Please ensure Javascript is enabled for purposes of website accessibility

Tapping into the power of storytelling…

Carla Johnson //May 17, 2013//

Tapping into the power of storytelling…

Carla Johnson //May 17, 2013//

“Let me tell you a story…” is a very powerful phrase. Yet while people relish this from Hollywood movies and bestselling authors, they often shun it in the board room.

They shouldn’t.

Some companies are slowly starting to understand the power of storytelling. Cisco uses it to strengthen its brand through The Network Effect, a documentary-style video series that explores telecom stories and their impact on our world. Coca Cola has said they plan to double their revenue by 2020 and storytelling proves a key foundation of their strategy.

As we learn to talk about why we’re here as companies from a storytelling perspective – rather than traditional marketing speak – we’re able to connect with prospects and customers much quicker and on a deeper level. That’s because stories share beliefs, not product information. They help understand, rather than sell. They teach us lessons. And a great story stays with us.

Start at Ground Zero

Storytelling gives leaders a personal platform from which to bring their vision to life in ways that make it easy for people to remember them. But discovering your company story requires some key things for authenticity.

All companies started for a reason – the owner had a passion and a vision for something she knew she could deliver better than anyone else. Over the years, the story of that passion gets lost in the frenzy of daily priorities, quarterly projections and annual revenue. As years pass, customers lose connection and employees lose engagement when they no longer relate.

If you find your company fighting for attention in a noisy marketplace, here’s how you uncover your own company’s story:

  • Go back to the beginning and revisit the roots of your organization. Why did the owner start it? What was his driving passion? What did he do better than anyone?
  • Review false starts. What initiatives sounded great at the time but quickly went by the wayside. Is there a common theme?
  • Examine your successes. Go beyond the obvious and ask deeper questions about why you were successful.
  • Be honest about your failures. Really open them up and appreciate them for the ugly mess they were. Don’t get defensive. Do talk candidly about why they failed. 
  • Ask why. Why does your company do what it does? Why does that matter to customers? Why does it matter to employees? If your company went away, would you be missed?
  • Talk to employees. This is heart of your story. Employees are the people who interact with customers every single day. They know what works and what doesn’t. They know when your company is at its best and when it flounders. Your story will never take root and grow if employees don’t believe it.
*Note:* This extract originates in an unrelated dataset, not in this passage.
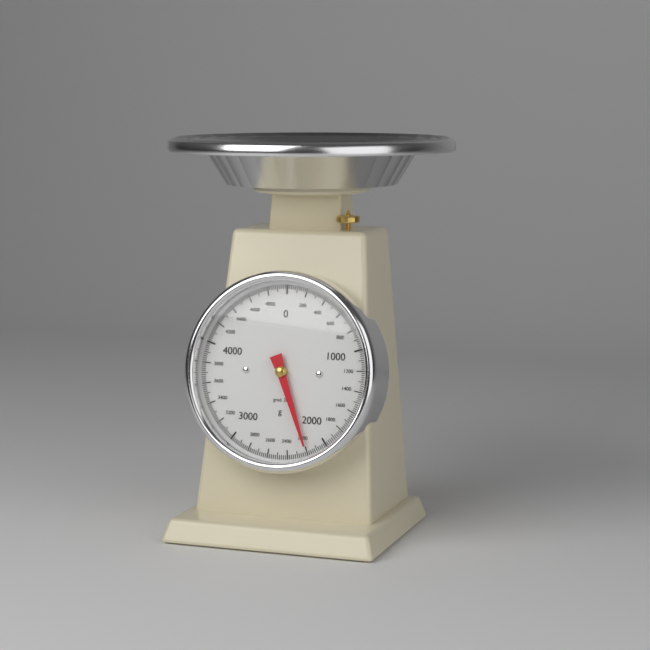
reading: 2200 g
A story creates an emotional connection. It’s not a brand message. It’s not a tagline. It’s not a campaign. And its essence needs to be short and easy to remember.

Always Start Inside

While the last step in creating your story involves talking to employees, it’s the first place to start when telling it. A company’s story will never work if employees don’t believe it, because they’re the ones who tell it.

When I do brand work with companies, I’m consistently amazed and how many ignore the employee audience when rolling it out. If a company spends thousands – sometimes millions – to rebrand themselves, why skip teaching employees how to tell that story?

Employees who consistently tell our stories prove powerful brand ambassadors, regardless of their role within the organization. With all the channels companies use to reach customers, consistency proves critical today. It starts with HR and recruiting, winds through product development, financial reporting, sales and explodes through marketing with social, branding, PR, web, mobile and so forth. The only way to make sure that customers hear the same story regardless of how or where they connect is to make sure employees know and tell the same story.

Create Insurance

Gallup’s 2011 State of the Global Workplace study looked at high-performance, world-class organizations. In surveying 47,000 employees in 120 countries around the world, they found only 11 percent “engaged” in the workplace. That leaves a staggering 89 percent of employees either not engaged or actively disengaged. This has a significant financial impact. These high-performance companies earned nearly four times more than their industry competitors and experienced one-third less attrition.

If our team isn’t telling the same story and creating the same customer experience, then all we’ve invested in branding, PR, marketing sales and customer service is a joke. If you need a business case for investing in your story internally, think of it as insurance to protect all the other investments you’ve already made.